What a fool he was when she was married, and, even if she freed herself from that horrid encumbrance, had that boy down there in the Cove waiting for her. But he could not help his own state. It did no harm. He told no one. It was so new for him, this rich thrilling tingle of emotion at the thought of some other human being, something so different from his love for his sisters and his admiration for his friends. And to-night from first to last there had been all the time this same tingling of experience. From his first getting into the train until now he had seemed to be in direct contact with life, contact with all the wrappers off, with nothing in between him and it!
That he must never lose again. After this night he must never slip back to that old half-life with its dilettante pleasures, its mild disappointments, its vague sense of exile. He could not have Hesther for himself, but, at least, he could live the full life that she and her country had shown to him.
"Ours is a great wild country. . . ." Never back to the level plains again!

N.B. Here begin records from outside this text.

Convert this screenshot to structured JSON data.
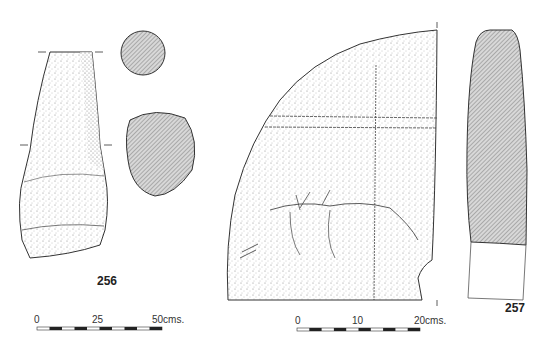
{
  "objects": [
    {
      "id": "256",
      "label": "256",
      "description": "stone pestle elevation with two hatched cross-sections"
    },
    {
      "id": "257",
      "label": "257",
      "description": "hatched section profile"
    },
    {
      "id": "slab",
      "label": "",
      "description": "quarter-circle incised stone slab fragment"
    }
  ],
  "scale_bars": [
    {
      "name": "scale-50cm",
      "ticks": [
        "0",
        "25",
        "50cms."
      ],
      "segments": 10
    },
    {
      "name": "scale-20cm",
      "ticks": [
        "0",
        "10",
        "20cms."
      ],
      "segments": 10
    }
  ],
  "colors": {
    "ink": "#333333",
    "hatch": "#9a9a9a",
    "stipple": "#888888"
  }
}
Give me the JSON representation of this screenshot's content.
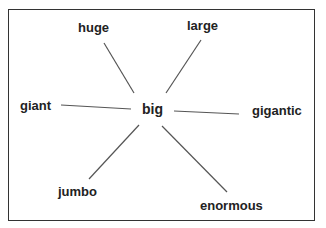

Full of these fine brave exulting thoughts he had climbed a very considerable way when—suddenly the path was gone. There was no path, no rocks, no hillside, no Cove, no sea, no stars—nothing. He was standing on air. The fog in one second had crept upon him. Not the thin glassy mist of twenty minutes ago but a thick, dense, blinding fog that hemmed in like walls of wadding on every side. In the sudden panic his legs gave way and he fell on to his knees and hands, clutching both sides of the narrow path, staring desperately before him. He heard the Liddon bell, as it seemed, quite close to his side, ringing down upon him.